An often overlooked fact of the U.S. Civil War was the significant number of its observers and participants who were children. Forty percent of the white population in South Carolina, for example, was under the age of fifteen during the war. Yet only in the last decade, with James Marten's The Children's Civil War (1998) leading the way, have historians begun to reckon with the implications of this demographic fact, making Edmund Drago's study of South Carolina's "rebel children" a welcome new study.

The children in Confederate Phoenix were in no way sheltered from the war but instead deeply embedded in its violence and deprivations. In a series of thematically organized chapters, Drago traces the various roles children assumed, from the "boy soldiers" who guarded forts and served as drummer boys, to the students who read newly published Confederate textbooks, to the orphans who suffered from insufficient state aid into the postwar years. He tells about the older children who took advantage of loosened courtship rituals and about the youth who made a game out of Sherman's siege of Charleston, laughing and clapping as they watched missiles soar past their homes and fail to hit their marks. In each of these chapters Drago provides a wide-ranging collection of fascinating stories culled from extensive archival research.

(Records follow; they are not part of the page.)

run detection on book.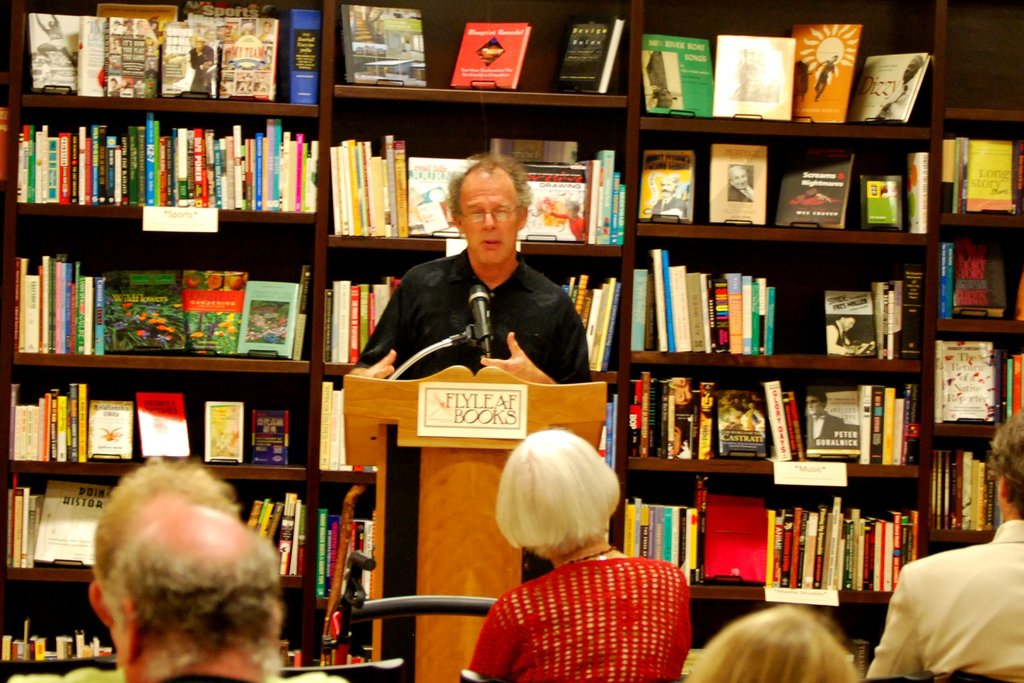
Result: 860 181 911 227.
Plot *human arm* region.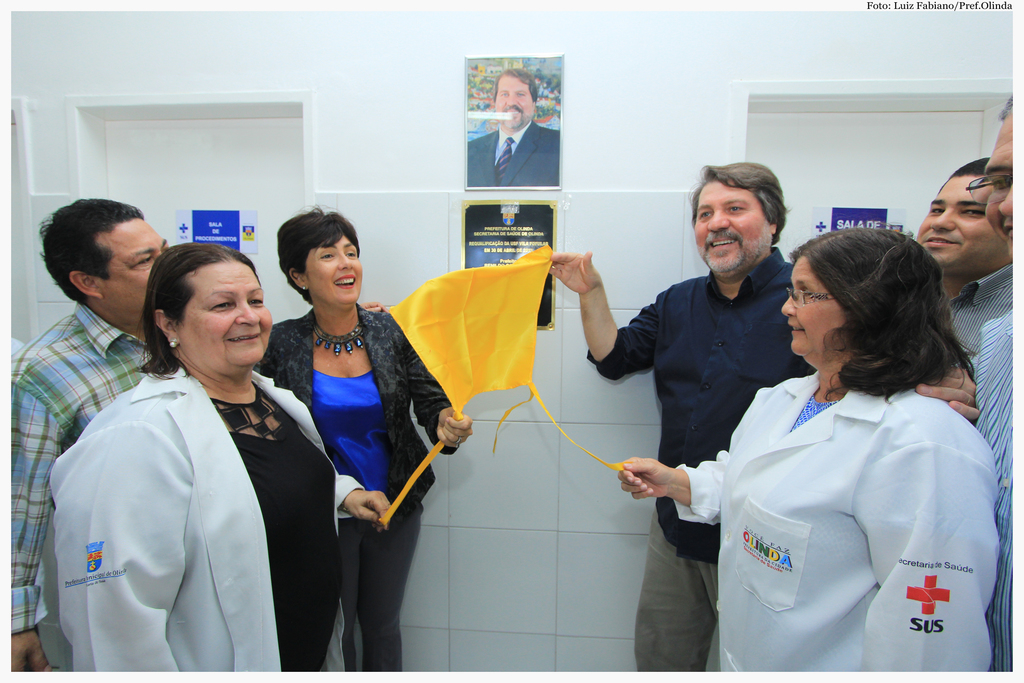
Plotted at <box>396,295,474,458</box>.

The most promising and original part of the book is Drago's exploration of the postwar period. Reconstruction, or what he refers to as "The Civil War, Part II," opened up another new role for children—as a focal point for South Carolinians' remembrance of the Civil War (108). Adults recognized that children needed to become the standard-bearers of the Confederacy into the future, and the children initially appeared to oblige them. Boys, in particular, became "overly eager" in their commemoration of the South and had to be [End Page 426] restrained from violent acts (121). Drago stops short of examining how this dynamic persisted as these children reached adulthood and assumed positions of leadership and power in the South. He instead looks at how future generations of white children became similarly indoctrinated in the South's Confederate—and therefore, racial—mores, telling us about Strom Thurmond's childhood experience of hearing the fiery speeches of Ben Tillman and Cole Blease. By focusing on this cyclical nature of southern childhood rather than following the wartime generation of children consistently into the future, Drago misses an opportunity to assess what long-term impact the war had on the children who lived through it—a central question that begs for an answer.

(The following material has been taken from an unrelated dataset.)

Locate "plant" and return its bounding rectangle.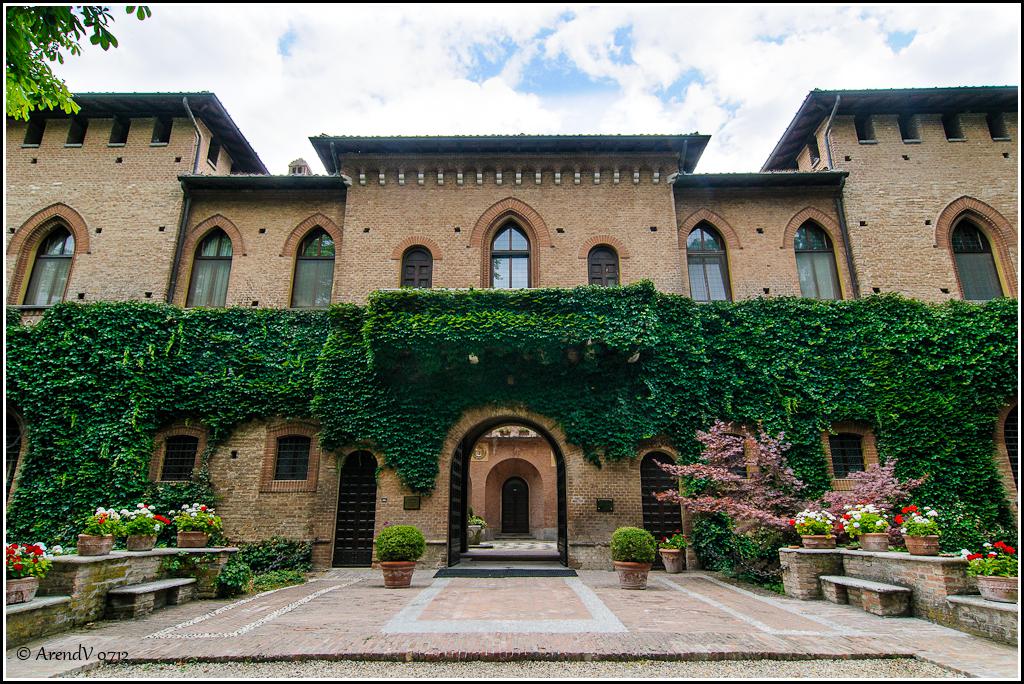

Drago is more suggestive than conclusive on other issues surrounding children. Throughout the book, he argues that patriarchy was at once threatened and strengthened over the course of the war—a familiar yet significant observation. But while talking in general terms about patriarchy's effect on families, he leaves implicit how a child's position in the patriarchy changed or stayed the same over time, or what that position meant specifically to children. An underexplored moment, for example, comes in a chapter on Sherman's March, in which Drago mentions how boys, amid the presence of black occupying troops in Charleston, helped older women, carried water for girls, and did errands for other fearful women—but does not explore what this reveals about the particular demands that the patriarchal ethos placed on white boys living on the home front. Drago may be hesitant to draw such conclusions for good reason: researching children is a difficult enterprise when their voices are so quiet or difficult to isolate in the historical record. Yet, a fuller understanding of children in the war requires such analysis.

Drago's book, nevertheless, is full of tantalizing evidence that will undoubtedly raise questions for its readers and, one hopes, will prompt additional research into the history of the war's children.